I recruited this remarkable man about 45 years ago to work on auto safety. It took no more than fifteen minutes for me to invite him to work with us full-time. That's the kind of first impression he made. He was serious, committed and answered every question with clarity and brevity. His ability to distill and convey information resulted in reporters regularly tapping him for television, radio, and newspaper interviews.

Over the years he was the "go-to" person for hundreds of reporters, columnists, editorial writers, researchers, and legislative staff. Patiently, he would walk them through the details of motor vehicle failures and engineering deficiencies, the derelictions of management and the inaction of government regulators not doing their job. He took his work beyond auto safety to include fuel efficiencies, emitted pollutants, and sloppy vehicle construction and design.

The son of a service manager in a Chevrolet dealership in Pennsylvania, this cheerful fighter for highway safety knew about inside relationships between dealers and their auto companies that cost the consumers so much.

Consider how he made concrete the ethics of prevention touted by the engineering and legal professions:

  1. Illustrative of many other previous major recalls, Mr. Ditlow's Center was the primary force behind recent recalls of 7 million Toyotas for sudden acceleration, 2 million Jeeps for fuel tank fires, 11 million GM vehicles for defective ignition switches, and more than 60 million faulty Takata airbag inflators. (See http://www.autosafety.org/statement-of-the-center-for-auto-safety-on-the-death-of-executive-director-clarence-m-ditlow-iii/.)
  2. Ditlow launched in 2008 the Safe Climate Campaign to press for more fuel efficient, less-polluting vehicles.
  3. He and his Center staff were leaders in pressing for Congressional passage of the 1975 Magnuson-Moss Warranty Act, the fuel economy provisions of the Energy Policy and Conservation Act and the disclosure of hitherto secret automotive technical service bulletins sent to dealers by auto manufacturers alerting them to hazardous defects in their cars.

After the passage of each law, Mr. Ditlow watchdogged the implementation, or lack thereof. He even conducted seminars for lawyers to learn the intricacies of the Magnuson-Moss Warranty Act to help them represent motorists who have been ripped off by the automotive industry.

An educator at heart, Mr. Ditlow authored or co-authored numerous books, most notably The Lemon Book, as well as The Lemon Law Litigation Manual, Little Secrets of the Auto Industry and the Annual Automobile Design Liability Manual (published by Thomson Reuters).

The Lemon Book
, which he co-authored with me, was a comprehensive guide for motorists to avoid, defend and deter bad practices in the automotive marketplace.

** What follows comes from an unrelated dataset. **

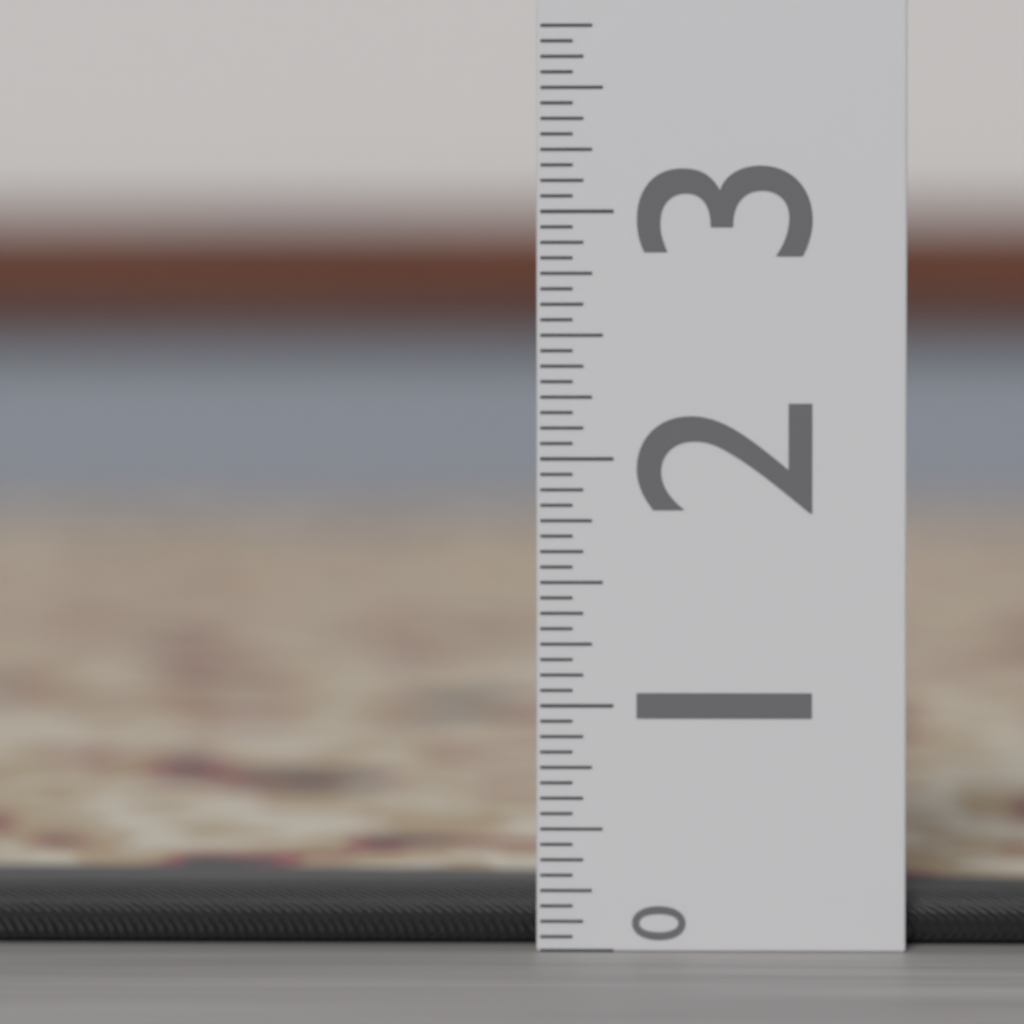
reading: 0.3750 (no unit)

It helped that Clarence Ditlow was the indefatigable promoter of enacting lemon laws in all 50 states which led to thousands of lawyers representing owners of lemon automobiles nationwide.

A little known side of this safety advocate was his view of the auto insurance industry's responsibilities to engage in loss-prevention activities. Fewer crashes, fewer injuries, mean fewer claims on these companies. Years ago he persuaded some of them to work with his organization to advance safer road and highway engineering.

You could hardly have imagined a more perfect blend of knowledge, compassion, persistence, resilience, extraordinary strategic and communication abilities and factual diligence as was embodied in such an amiable man. He was a civic personality par excellence who never wavered in his many fights with wayward corporate adversaries.

Self-effacing and ethical, he did not ask anything for himself, receiving a very modest salary, living a simple and courageous life, as his wife, Marilyn Herman recounted in his final days.

Even those close to the auto industry had great respect for Clarence. Keith Crain, Editor-in-Chief of the renowned Automotive News told me today: "Clarence Ditlow should be remembered for saving thousands of lives. That was his most important contribution to society. He cannot be replaced."